2 Samuel 3:21
Context3:21 Abner said to David, “Let me leave so that I may go and gather all Israel to my lord the king so that they may make an agreement 1 with you. Then you will rule over all that you desire.” So David sent Abner away, and he left in peace.
2 Samuel 4:9
Context4:9 David replied to Recab and his brother Baanah, the sons of Rimmon the Beerothite, “As surely as the Lord lives, who has delivered my life from all adversity,
2 Samuel 5:8
Context5:8 David said on that day, “Whoever attacks the Jebusites must approach the ‘lame’ and the ‘blind’ who are David’s enemies 2 by going through the water tunnel.” 3 For this reason it is said, “The blind and the lame cannot enter the palace.” 4
2 Samuel 14:14
Context14:14 Certainly we must die, and are like water spilled on the ground that cannot be gathered up again. But God does not take away life; instead he devises ways for the banished to be restored. 5
2 Samuel 16:11
Context16:11 Then David said to Abishai and to all his servants, “My own son, my very own flesh and blood, 6 is trying to take my life. So also now this Benjaminite! Leave him alone so that he can curse, for the Lord has spoken to him.
2 Samuel 17:8
Context17:8 Hushai went on to say, “You know your father and his men – they are soldiers and are as dangerous as a bear out in the wild that has been robbed of her cubs. 7 Your father is an experienced soldier; he will not stay overnight with the army.


[3:21] 1 tn After the cohortatives, the prefixed verbal form with the prefixed conjunction indicates purpose or result.
[5:8] 2 tc There is some confusion among the witnesses concerning this word. The Kethib is the Qal perfect 3cp שָׂנְאוּ (sanÿ’u, “they hated”), referring to the Jebusites’ attitude toward David. The Qere is the Qal passive participle construct plural שְׂנֻאֵי (sÿnu’e, “hated”), referring to David’s attitude toward the Jebusites. 4QSama has the Qal perfect 3rd person feminine singular שָׂנְאָה (sanÿ’ah, “hated”), the subject of which would be “the soul of David.” The difference is minor and the translation adopted above works for either the Kethib or the Qere.
[5:8] 3 tn The meaning of the Hebrew term has been debated. For a survey of various views, see P. K. McCarter, II Samuel (AB), 139-40.
[5:8] 4 tn Heb “the house.” TEV takes this as a reference to the temple (“the Lord’s house”).
[14:14] 3 tn Heb “he devises plans for the one banished from him not to be banished.”
[16:11] 4 tn Heb “who came out from my entrails.” David’s point is that is his own son, his child whom he himself had fathered, was now wanting to kill him.
[17:8] 5 tc The LXX (with the exception of the recensions of Origen and Lucian) repeats the description as follows: “Just as a female bear bereft of cubs in a field.”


• What you should do
I would like each line of the data that holds the word "annotation" copied out.

• Records
-=-=-

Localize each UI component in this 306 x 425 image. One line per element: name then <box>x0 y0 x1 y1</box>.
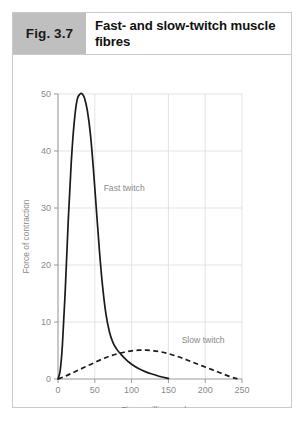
svg-text:150: 150 <box>161 385 176 395</box>
figure-title-box: Fast- and slow-twitch muscle fibres <box>86 13 291 54</box>
figure-card: Fig. 3.7 Fast- and slow-twitch muscle fi… <box>12 12 292 408</box>
svg-text:50: 50 <box>90 385 100 395</box>
svg-text:30: 30 <box>41 203 51 213</box>
chart-svg: 01020304050 050100150200250 Fast twitch … <box>13 56 291 408</box>
figure-title: Fast- and slow-twitch muscle fibres <box>95 18 287 49</box>
svg-text:100: 100 <box>124 385 139 395</box>
series-line-slow-twitch <box>58 350 239 379</box>
x-axis-tick-labels: 050100150200250 <box>55 385 249 395</box>
y-axis-ticks <box>54 94 58 379</box>
figure-header: Fig. 3.7 Fast- and slow-twitch muscle fi… <box>13 13 291 55</box>
svg-text:200: 200 <box>198 385 213 395</box>
svg-text:10: 10 <box>41 317 51 327</box>
plot-region: 01020304050 050100150200250 Fast twitch … <box>13 56 291 408</box>
svg-text:50: 50 <box>41 89 51 99</box>
svg-text:250: 250 <box>234 385 249 395</box>
series-annotation-slow-twitch: Slow twitch <box>182 335 225 345</box>
figure-number-label: Fig. 3.7 <box>26 26 73 41</box>
y-axis-tick-labels: 01020304050 <box>41 89 51 384</box>
figure-number-box: Fig. 3.7 <box>13 13 86 54</box>
svg-text:20: 20 <box>41 260 51 270</box>
series-line-fast-twitch <box>58 93 168 379</box>
y-axis-title: Force of contraction <box>21 199 31 273</box>
svg-text:0: 0 <box>46 374 51 384</box>
svg-text:0: 0 <box>55 385 60 395</box>
x-axis-ticks <box>58 379 242 383</box>
x-axis-title: Time, milliseconds <box>122 405 191 408</box>
series-annotation-fast-twitch: Fast twitch <box>104 183 145 193</box>
svg-text:40: 40 <box>41 146 51 156</box>
gridlines-horizontal <box>58 94 242 322</box>
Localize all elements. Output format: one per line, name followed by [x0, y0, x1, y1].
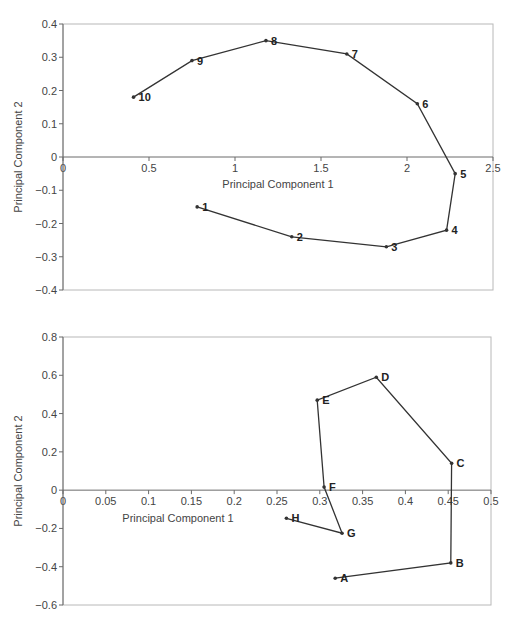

-=-=-

• Output for this task
series-annotation-slow-twitch: Slow twitch <box>182 335 225 345</box>
series-annotation-fast-twitch: Fast twitch <box>104 183 145 193</box>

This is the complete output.